As someone who has studied Temporary Assistance for Needy Families (TANF) since it was implemented more than 20 years ago, I was eager to see how a discussion draft released by the chairman of the House Ways and Means Committee earlier this week would change the program.
TANF is a federal safety net program designed to assist needy children and their parents through various supports and “reduce dependency by promoting job preparation, work, and marriage,” among other purposes. Because it is administered through a block grant to states, states are given flexibility in how they spend TANF funds.
Over the years, states have spent a shrinking share of the funds on direct assistance to families, job training, and other activities to prepare parents for the workforce. In 2016, states spent less than half the block grant and related state funds on core benefits and services, including cash assistance, employment and training, and child care.
There is considerable bipartisan agreement that TANF could do more to support low-income children and to help parents support their families through good jobs. An initial reading of the draft language suggests three important implications for families and states:
1. Shifting focus to employment outcomes creates new incentives and potential unintended consequences.
The proposal would alter the measure by which states are evaluated, shifting the focus from documenting the “work participation rate” (the percentage of work-eligible participants engaged in work-related activities) to reporting on employment outcomes of participants after they exit the program.
The draft outlines an ambitious accountability system that would measure success based on the share of adults employed in an unsubsidized job in the second and fourth quarters after leaving TANF and their wages, as well as the share of youth completing high school or the equivalent. These proposed measures mirror those in workforce development programs under the Workforce Innovation and Opportunity Act (WIOA).
Using metrics focused on employment, rather than tracking hours spent on specific activities, would change incentives for states. This change would, of course, increase the incentive for states to prepare people for sustained employment.
More subtly, holding states accountable for employment outcomes only after someone stops receiving TANF assistance could create an incentive to keep people on TANF until they are ready for a job they can keep, which could boost the material support given to families and their future employment prospects.
But this change could also provide incentives for states to not serve people with the greatest need or with barriers to employment, thereby cutting those families off from much-needed support. Comparing performance across states could reflect differences in state policy choices about whom to serve and for how long as much as it could reflect true differences in employment outcomes.
The proposal’s provision to adjust performance benchmarks based on characteristics of their TANF caseload and economic conditions could mitigate negative incentives for states. This approach would grant states flexibility in crafting their own definition of success.
A big question about the proposed shift to measuring employment outcomes is how states will access employment and wage status data on people who have exited TANF. Currently, WIOA job centers are required to demonstrate employment outcomes of participants who have exited WIOA services and do so using wage record data that employers report to states as part of the unemployment insurance system.
But many state TANF programs don’t have access to these data, and the data may not include all former TANF recipients who got jobs because it excludes contract workers, who represent a growing share of the workforce.
2. Increasing flexibility in work activities could help families improve their skills but doesn’t reduce red tape.
The proposal aims to better support employment outcomes by assessing whether parents are ready to join the workforce and allowing a wider range of activities tailored to their needs to prepare them for work. The proposal also mandates they have personalized action plans with short-, medium-, and long-term goals.
This provision should come as a welcome change for state TANF administrators who have been frustrated by the limited set of work-readiness activities allowed by current law. But the provision doesn’t address administrators’ other chief complaint that states need to track and account for every hour people spend in work or work-preparation activities. The continued requirement for tracking engagement in addition to the personalized plans could add to states’ administrative burdens.
3. The revised funding approach could reduce spending on low-income children and families.
Although the bill seems to call for targeting all TANF funds toward families earning less than 200 percent of the federal poverty level, proposed changes to the TANF funding approach might reduce total spending on children and families in poverty. It’s worth noting that more than 70 percent of people receiving TANF are children.
Under current law, states receiving federal TANF block grant funds are required to continue spending a minimum specified amount of state “maintenance of effort” funds based on their historical state spending on welfare programs.
The proposal would reduce the amount states are required to spend toward maintenance of effort. It also converts 25 percent of the federal funding from a block grant to capped matching funds, which states can access only by spending state funds on cash assistance, work supports, and other core activities. This change leaves open the possibility that states could reduce their spending and pass up the federal matching funds.
In the proposal, the amount of federal matching funds each state could access would be based on a formula reflecting the number of children living in poverty in each state. This would shift funds away from states that historically invested more in supporting low-income families and toward those that invested less. It is unclear whether the states that historically invested less in low-income families would now opt to invest the additional state funds that would be required to access the full federal match.
What’s next for TANF?
As my colleague Nisha Patel noted in her testimony before the Ways and Means Subcommittee on Human Resources, any change to TANF must keep its eyes on the prize: reducing child poverty. Only 1.4 million families with children receive income support from TANF, even though 8 million families with children live in poverty.
Lawmakers debating provisions to reauthorize TANF for the next five years should consider the incentives and the unintended consequences in policy proposals aimed at modernizing the program.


Problem to solve: Every line below that has "axis" in it should be copied.

━━━━━━━━━━━━━━━━━━━━━━━━━━━━━━

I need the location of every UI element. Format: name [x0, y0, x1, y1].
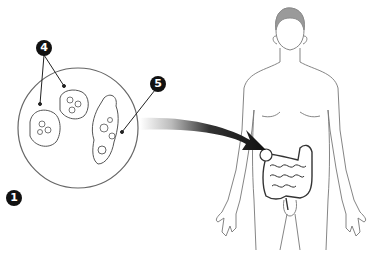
marker-5: 5: [150, 76, 166, 92]
diagram-canvas: 1 4 5: [0, 0, 381, 266]
diagram-svg: [0, 0, 381, 266]
pointer-arrow: [140, 118, 266, 150]
human-figure: [216, 8, 365, 250]
cyst: [60, 90, 88, 119]
cyst: [30, 110, 60, 146]
marker-4: 4: [36, 40, 52, 56]
marker-1: 1: [6, 190, 22, 206]
large-intestine: [260, 145, 312, 210]
magnified-view: [18, 68, 138, 188]
cecum-highlight: [260, 149, 272, 161]
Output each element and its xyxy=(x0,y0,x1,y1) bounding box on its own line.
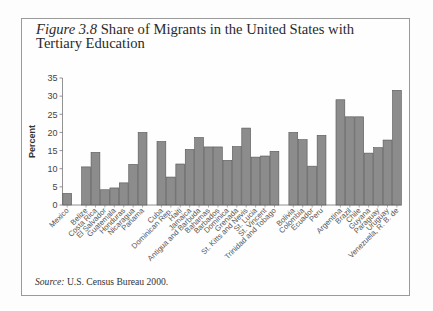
bar xyxy=(336,100,345,205)
bar xyxy=(82,167,91,205)
bar xyxy=(298,140,307,205)
bar xyxy=(129,164,138,205)
bar xyxy=(261,156,270,205)
bar xyxy=(214,147,223,205)
bar xyxy=(138,132,147,205)
bar xyxy=(317,135,326,205)
y-tick-label: 20 xyxy=(47,128,57,138)
bar xyxy=(308,166,317,205)
y-tick-label: 5 xyxy=(52,182,57,192)
bar xyxy=(393,90,402,205)
bar xyxy=(355,117,364,205)
bar xyxy=(195,138,204,205)
bar xyxy=(63,193,72,205)
bar xyxy=(157,142,166,206)
y-tick-label: 15 xyxy=(47,146,57,156)
y-tick-label: 25 xyxy=(47,110,57,120)
bar xyxy=(345,117,354,205)
bar xyxy=(270,151,279,205)
bar-chart: 05101520253035PercentMexicoBelizeCosta R… xyxy=(0,0,433,311)
bar xyxy=(242,128,251,205)
bar xyxy=(289,132,298,205)
bar xyxy=(374,148,383,205)
bar xyxy=(204,147,213,205)
bar xyxy=(119,183,128,205)
bar xyxy=(185,149,194,205)
y-tick-label: 30 xyxy=(47,91,57,101)
source-text: U.S. Census Bureau 2000. xyxy=(67,276,168,287)
bar xyxy=(364,153,373,205)
bar xyxy=(110,188,119,205)
bar xyxy=(91,152,100,205)
bar xyxy=(166,177,175,205)
bar xyxy=(232,147,241,205)
bar xyxy=(223,160,232,205)
bar xyxy=(383,140,392,205)
bar xyxy=(100,190,109,205)
source-note: Source: U.S. Census Bureau 2000. xyxy=(35,276,168,287)
bar xyxy=(176,164,185,205)
y-tick-label: 10 xyxy=(47,164,57,174)
y-tick-label: 0 xyxy=(52,200,57,210)
y-tick-label: 35 xyxy=(47,73,57,83)
bar xyxy=(251,157,260,205)
y-axis-label: Percent xyxy=(27,125,37,158)
x-tick-label: Mexico xyxy=(47,206,70,229)
source-label: Source: xyxy=(35,276,64,287)
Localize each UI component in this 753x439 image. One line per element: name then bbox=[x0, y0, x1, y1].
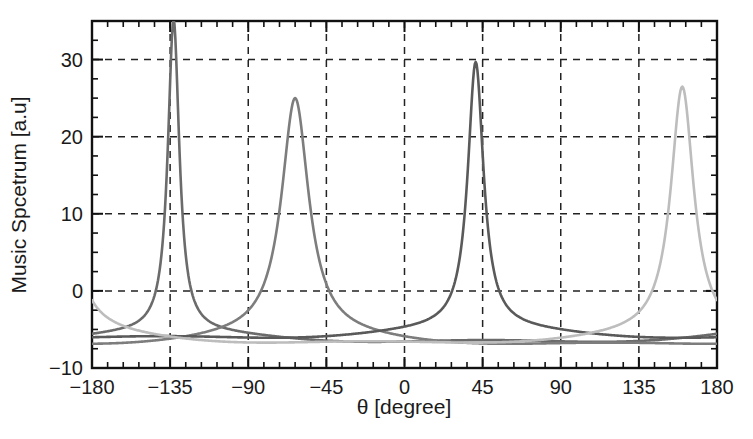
x-tick-label: 90 bbox=[550, 376, 572, 398]
y-tick-label: 20 bbox=[61, 126, 83, 148]
x-tick-label: −45 bbox=[309, 376, 343, 398]
x-tick-label: −90 bbox=[231, 376, 265, 398]
y-tick-label: 0 bbox=[72, 280, 83, 302]
x-tick-label: 135 bbox=[622, 376, 655, 398]
y-tick-label: 30 bbox=[61, 49, 83, 71]
x-axis-label: θ [degree] bbox=[357, 395, 452, 418]
y-tick-label: 10 bbox=[61, 203, 83, 225]
music-spectrum-figure: −180−135−90−4504590135180 −100102030 θ [… bbox=[0, 0, 753, 439]
chart-canvas: −180−135−90−4504590135180 −100102030 θ [… bbox=[0, 0, 753, 439]
y-axis-label: Music Spcetrum [a.u] bbox=[7, 96, 30, 293]
x-tick-label: 45 bbox=[472, 376, 494, 398]
x-tick-label: 180 bbox=[700, 376, 733, 398]
x-tick-label: −135 bbox=[148, 376, 193, 398]
x-tick-label: −180 bbox=[69, 376, 114, 398]
y-tick-label: −10 bbox=[49, 357, 83, 379]
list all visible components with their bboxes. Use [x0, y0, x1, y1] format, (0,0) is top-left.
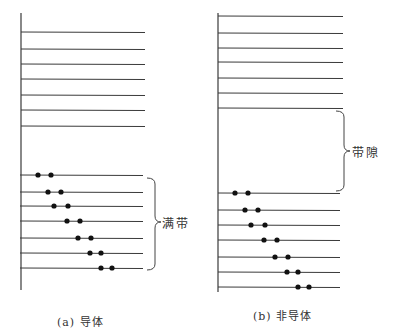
electron-dot [98, 250, 103, 255]
filled-energy-level [20, 268, 143, 269]
band-gap-label: 带隙 [352, 143, 380, 160]
filled-energy-level [20, 253, 143, 254]
electron-dot [262, 222, 267, 227]
empty-energy-level [21, 110, 145, 111]
electron-dot [284, 269, 289, 274]
empty-energy-level [21, 32, 145, 33]
electron-dot [242, 207, 247, 212]
empty-energy-level [218, 33, 343, 34]
filled-energy-level [218, 257, 340, 258]
electron-dot [98, 265, 103, 270]
electron-dot [248, 222, 253, 227]
electron-dot [245, 190, 250, 195]
electron-dot [295, 284, 300, 289]
empty-energy-level [21, 64, 145, 65]
electron-dot [51, 203, 56, 208]
empty-energy-level [218, 78, 343, 79]
electron-dot [87, 250, 92, 255]
conductor-caption: (a) 导体 [57, 313, 104, 329]
filled-band-label: 满带 [162, 214, 190, 231]
filled-energy-level [218, 287, 340, 288]
electron-dot [285, 254, 290, 259]
electron-dot [48, 172, 53, 177]
electron-dot [295, 269, 300, 274]
empty-energy-level [218, 62, 343, 63]
energy-band-diagram [0, 0, 393, 329]
electron-dot [272, 254, 277, 259]
empty-energy-level [218, 93, 343, 94]
filled-energy-level [20, 238, 143, 239]
filled-energy-level [20, 192, 143, 193]
electron-dot [45, 189, 50, 194]
curly-brace [336, 111, 350, 191]
filled-energy-level [20, 206, 143, 207]
empty-energy-level [218, 16, 343, 17]
empty-energy-level [21, 79, 145, 80]
empty-energy-level [218, 108, 343, 109]
electron-dot [261, 237, 266, 242]
empty-energy-level [21, 95, 145, 96]
electron-dot [232, 190, 237, 195]
electron-dot [88, 235, 93, 240]
empty-energy-level [21, 126, 145, 127]
electron-dot [58, 189, 63, 194]
electron-dot [77, 218, 82, 223]
electron-dot [35, 172, 40, 177]
empty-energy-level [21, 49, 145, 50]
empty-energy-level [218, 48, 343, 49]
electron-dot [65, 203, 70, 208]
insulator-caption: (b) 非导体 [253, 307, 312, 323]
insulator-panel [218, 13, 350, 292]
electron-dot [75, 235, 80, 240]
filled-energy-level [218, 225, 340, 226]
electron-dot [306, 284, 311, 289]
electron-dot [274, 237, 279, 242]
electron-dot [64, 218, 69, 223]
curly-brace [147, 178, 161, 270]
electron-dot [109, 265, 114, 270]
electron-dot [255, 207, 260, 212]
conductor-panel [20, 13, 161, 290]
filled-energy-level [218, 210, 340, 211]
filled-energy-level [218, 272, 340, 273]
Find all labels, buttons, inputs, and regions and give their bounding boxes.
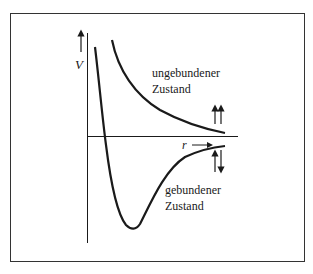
figure-frame (11, 14, 305, 262)
bound-label-line1: gebundener (165, 183, 221, 197)
bound-label-line2: Zustand (165, 199, 204, 213)
potential-diagram: V ungebundener Zustand r gebundener Zust… (0, 0, 313, 274)
unbound-label-line2: Zustand (152, 82, 191, 96)
y-axis-label: V (75, 57, 85, 72)
unbound-label-line1: ungebundener (152, 66, 220, 80)
x-axis-label: r (182, 138, 187, 152)
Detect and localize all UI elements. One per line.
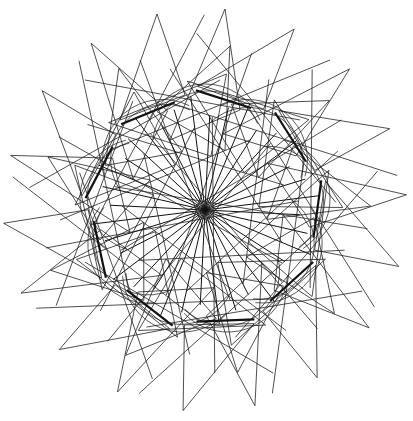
triangle-spike bbox=[183, 324, 254, 411]
thick-chord bbox=[197, 319, 255, 321]
crossing-line bbox=[139, 234, 315, 394]
spoke-line bbox=[205, 210, 282, 281]
triangle-spike bbox=[274, 215, 369, 328]
triangle-spike bbox=[267, 146, 371, 219]
crossing-line bbox=[100, 127, 194, 310]
generative-line-art bbox=[0, 0, 413, 421]
crossing-line bbox=[79, 61, 129, 293]
crossing-line bbox=[80, 173, 153, 379]
spoke-line bbox=[174, 110, 205, 210]
spoke-line bbox=[205, 179, 305, 210]
crossing-line bbox=[85, 262, 273, 373]
thick-chord bbox=[314, 180, 322, 237]
spoke-line bbox=[160, 210, 205, 316]
crossing-line bbox=[144, 154, 190, 355]
triangle-spike bbox=[315, 181, 399, 266]
triangle-spike bbox=[279, 111, 390, 171]
crossing-line bbox=[13, 177, 201, 323]
spoke-line bbox=[91, 210, 205, 224]
triangle-spike bbox=[170, 9, 240, 140]
arc-curve bbox=[103, 99, 190, 176]
triangle-spike bbox=[105, 68, 182, 165]
crossing-line bbox=[310, 69, 312, 288]
crossing-line bbox=[147, 291, 363, 327]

━━━━━━━━━━━━━━━━━━━━━━━━━━━━━━

Result below:
y-axis-label: Percent xyxy=(27,125,37,158)
x-axis-label: θ [degree] bbox=[357, 395, 452, 418]
y-axis-label: Music Spcetrum [a.u] bbox=[7, 96, 30, 293]
y-axis-label: V (75, 57, 85, 72)
x-axis-label: r (182, 138, 187, 152)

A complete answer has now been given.